The functioning of natural heart valves is characterised by many advantages:

  • Minimal regurgitation - This means that the amount of blood lost upstream as the valve closes is small. For example, closure regurgitation through the mitral valve would result in some blood loss from the left ventricle to the left atrium as the mitral valve closes. Some degree of valvular regurgitation is inevitable and natural (Fixme: Give indicative value). However, several heart valve pathologies (e.g. rheumatic endocarditis) may lead to clinically significant valvular regurgitation. A desirable characteristic of heart valve prostheses is that regurgitation is minimal over the full range of physiological heart function (i.e. complete functional envelope of cardiac output vs. heart rate).
  • Minimal transvalvular pressure gradient - Whenever a fluid flows through a restriction, such as a valve, a pressure gradient arises over the restriction. This pressure gradient is a result of the increased resistance to flow through the restriction. Natural heart valves have a low transvalvular pressure gradient as they present little obstruction to the flow through themselves (Fixme: Give indicative value). A desirable characteristic of heart valve prostheses is that their transvalvular pressure gradient is as small as possible.
  • Non-thrombogenic - As natural heart valves are lined with an endothelium continuous with the endothelium lining the heart chambers they are are not normally thrombogenic. This is important as should thrombus form on the heart valve leaflets and become seeded with bacteria, so called "bacterial vegetations" will form. Such vegetations are difficult for the body to deal with as the normal physiological defense mechanisms are not present within the valve leaflets because they are avascular and largely composed of connective tissue (Fixme: Create article discussing the pathgonesis of leaflet bacterial vegetations.). Should bacterial vegetations form on the valve leafets they may continually seed bacteria into the arterial tree which may lead to bacteremia or septicaemia. Portions of the vegetation may also break off forming septic emboli.

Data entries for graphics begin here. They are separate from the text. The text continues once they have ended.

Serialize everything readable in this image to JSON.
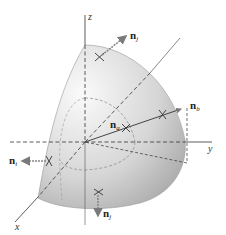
{
  "diagram": {
    "axes": {
      "x_label": "x",
      "y_label": "y",
      "z_label": "z"
    },
    "vectors": [
      {
        "id": "n_j_top",
        "symbol": "n",
        "subscript": "j",
        "direction": "outward normal, top of surface"
      },
      {
        "id": "n_b",
        "symbol": "n",
        "subscript": "b",
        "direction": "outward normal, right side of surface"
      },
      {
        "id": "n_a",
        "symbol": "n",
        "subscript": "a",
        "direction": "inner point along radial line"
      },
      {
        "id": "n_i_left",
        "symbol": "n",
        "subscript": "i",
        "direction": "normal pointing in -x/left"
      },
      {
        "id": "n_j_bottom",
        "symbol": "n",
        "subscript": "j",
        "direction": "normal pointing down"
      }
    ],
    "colors": {
      "surface_light": "#f4f4f4",
      "surface_dark": "#b8b8b8",
      "arrow": "#777777",
      "line": "#333333"
    }
  }
}
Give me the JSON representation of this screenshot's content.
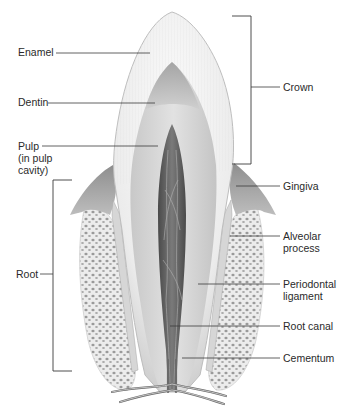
{
  "diagram": {
    "labels_left": [
      {
        "id": "enamel",
        "text": "Enamel"
      },
      {
        "id": "dentin",
        "text": "Dentin"
      },
      {
        "id": "pulp",
        "lines": [
          "Pulp",
          "(in pulp",
          "cavity)"
        ]
      },
      {
        "id": "root",
        "text": "Root"
      }
    ],
    "labels_right": [
      {
        "id": "crown",
        "text": "Crown"
      },
      {
        "id": "gingiva",
        "text": "Gingiva"
      },
      {
        "id": "alveolar-process",
        "lines": [
          "Alveolar",
          "process"
        ]
      },
      {
        "id": "periodontal-ligament",
        "lines": [
          "Periodontal",
          "ligament"
        ]
      },
      {
        "id": "root-canal",
        "text": "Root canal"
      },
      {
        "id": "cementum",
        "text": "Cementum"
      }
    ],
    "brackets": [
      {
        "id": "crown-bracket",
        "label": "Crown",
        "side": "right"
      },
      {
        "id": "root-bracket",
        "label": "Root",
        "side": "left"
      }
    ],
    "colors": {
      "enamel": "#f4f4f4",
      "dentin": "#cfcfcf",
      "dentin_dark": "#9c9c9c",
      "pulp": "#5e5e5e",
      "gingiva": "#a9a9a9",
      "bone": "#e6e6e6",
      "bone_pores": "#8f8f8f",
      "leader_line": "#3a3a3a",
      "text": "#2a2a2a"
    }
  }
}
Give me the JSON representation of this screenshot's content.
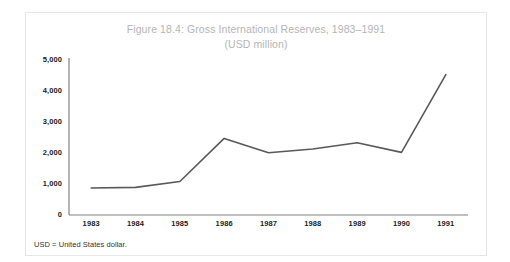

Septic emboli can lodge anywhere in the arterial tree (e.g. brain, bowel, lungs) causing local infectious foci. Even dislodged fragments from non-infectious vegetations (Fixme: Is this the correct terminology?) can be hazardous as they can lodge in, and block, downstream arteries (e.g. coronary arteries leading to myocardial infarction, cerebral arteries leading to stroke). A desirable characteristic of heart valve prostheses is that they are non or minimally thrombogenic.
  • Self-repairing - Although of limited extent compared to well vascularised tissue (e.g. muscle), the valve leaflets do retain some capacity for repair due to the presense of regenerative cells (e.g. fibroblasts) in the connective tissue from which the leaflets are composed. As the human heart beats approximately 3.4x1012 times during a typical human lifespan this limited but nevertheless present repair capacity is critically important. No heart valve prostheses can currently self-repair but replacement tissues grown using stem cell technology may eventually offer such capabilities.


Types of heart valve prostheses

Limitations of heart valve prostheses

  • Thrombogenesis
    • Mechanisms:
      • Forward and bckward flow shear
      • Static leakage shear
      • Presense of foreign material (i.e. intrinsic coagulation cascade)
      • Cellular masceration


(Editing note: Will be spending an hour or so a day to build up this article.)